▸ Task description
With the pictures set aside, reproduce each entry precisely as it reads.

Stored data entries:
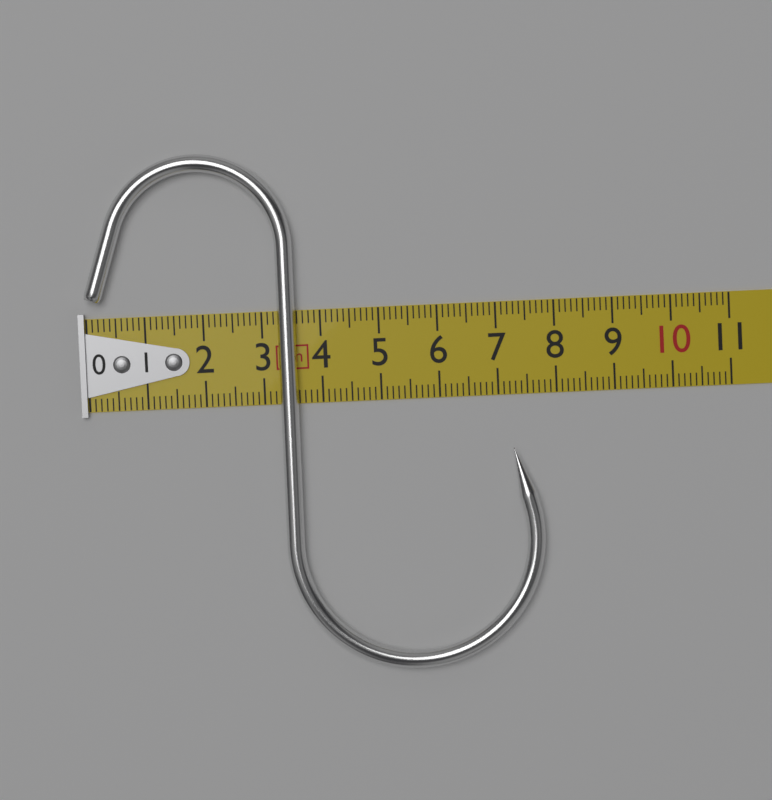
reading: 7.7 cm
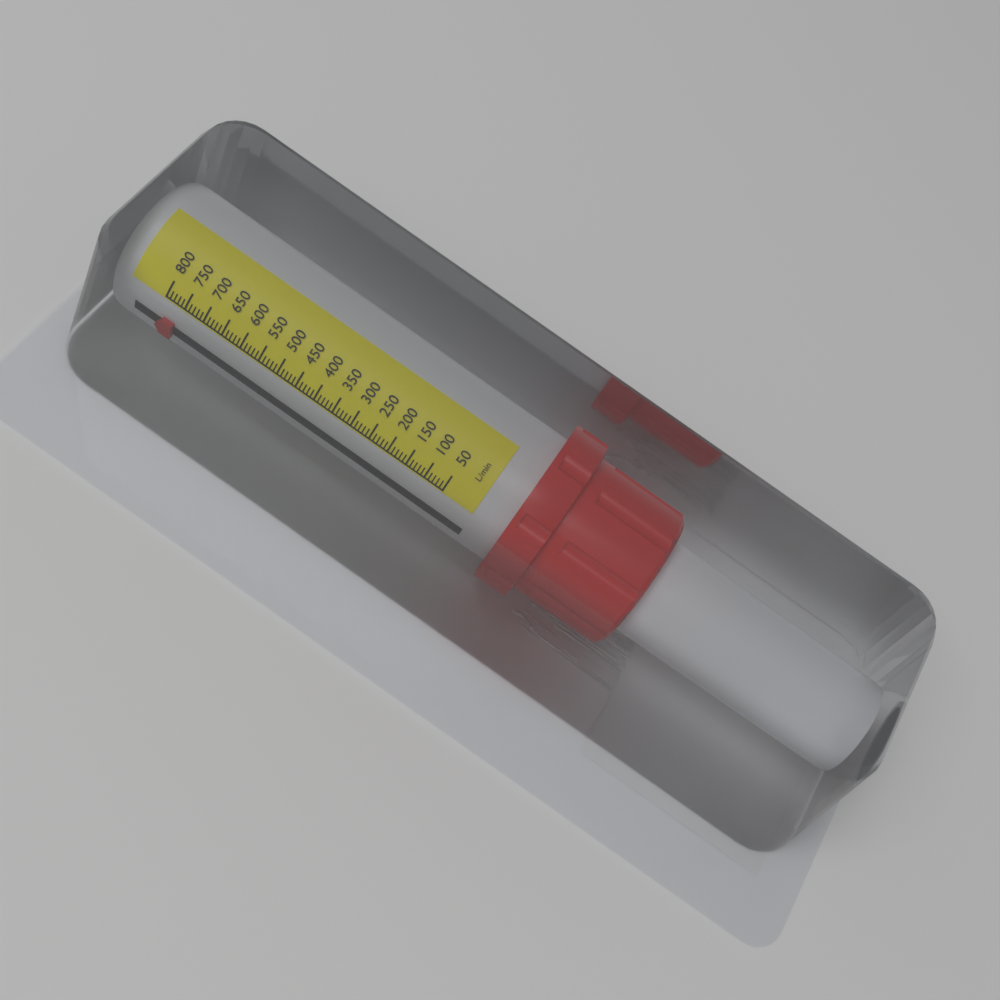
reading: 760 L/min
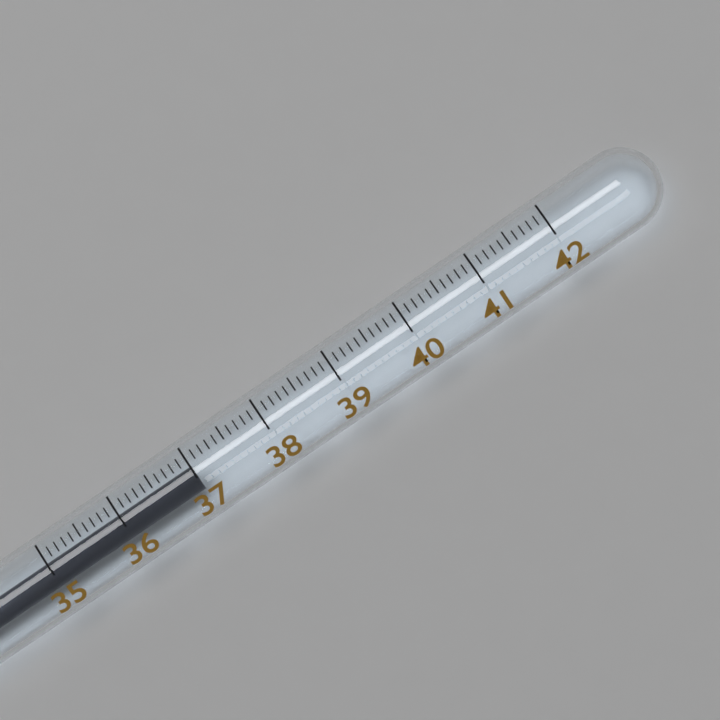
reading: 37.0 (no unit)
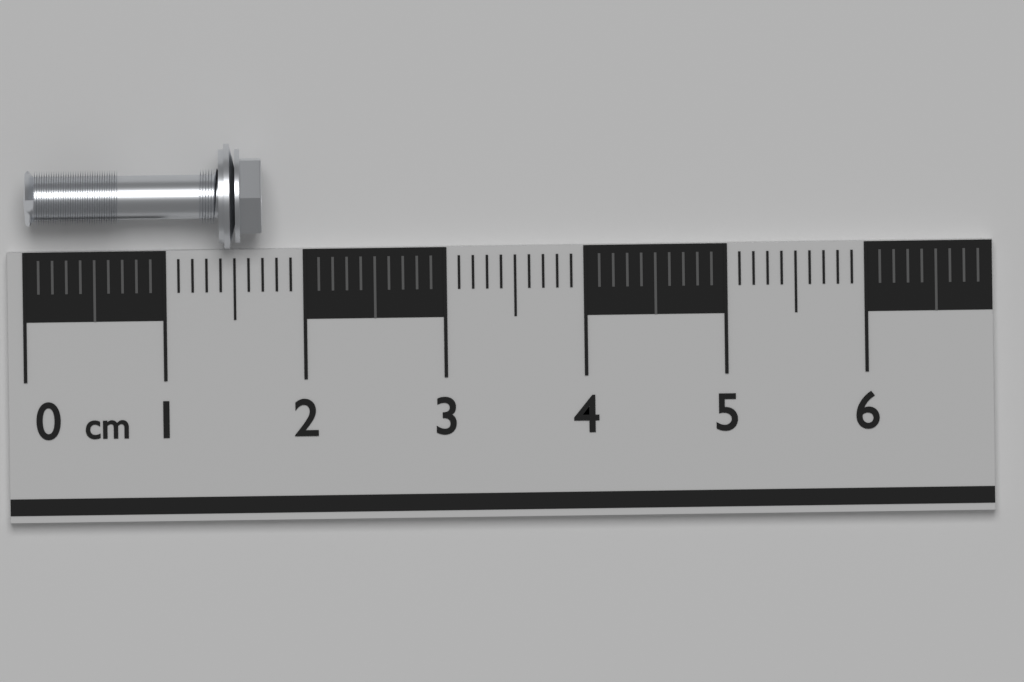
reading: 1.7 cm
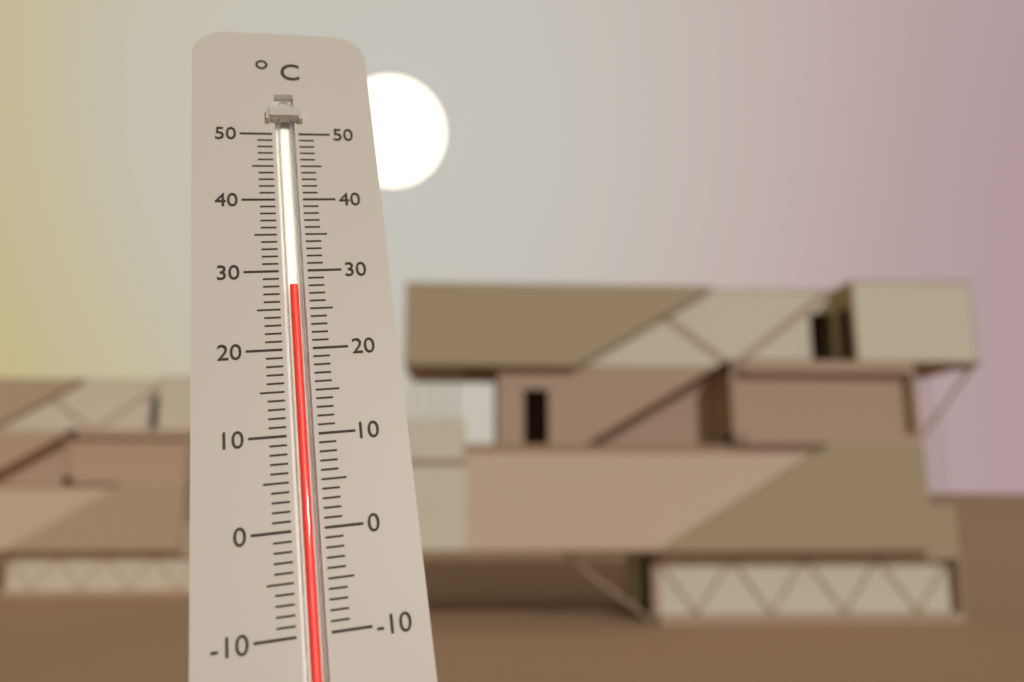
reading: 28 °C
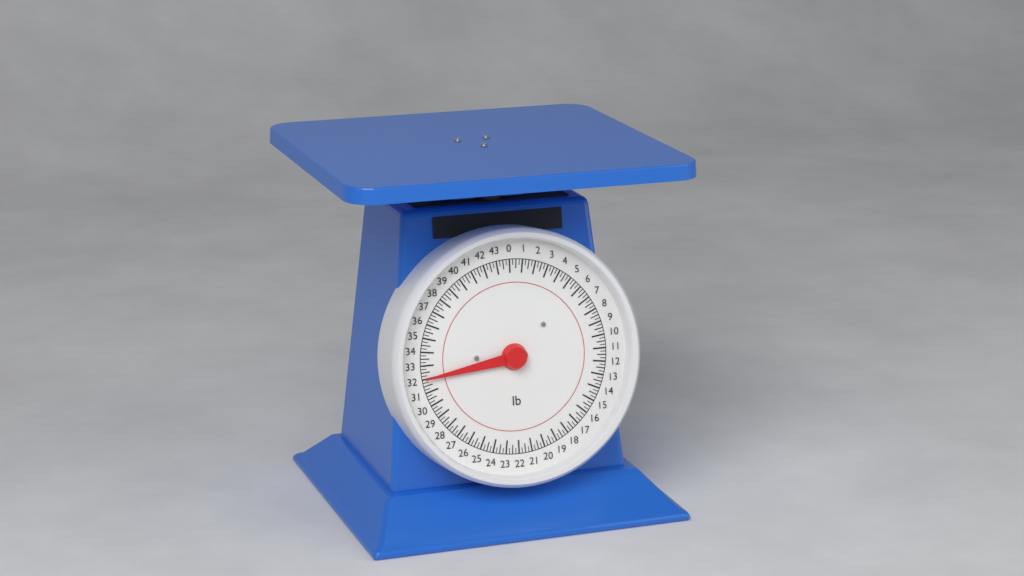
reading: 32.00 lb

▸ Response to the task
reading: 7.7 cm
reading: 760 L/min
reading: 37.0 (no unit)
reading: 1.7 cm
reading: 28 °C
reading: 32.00 lb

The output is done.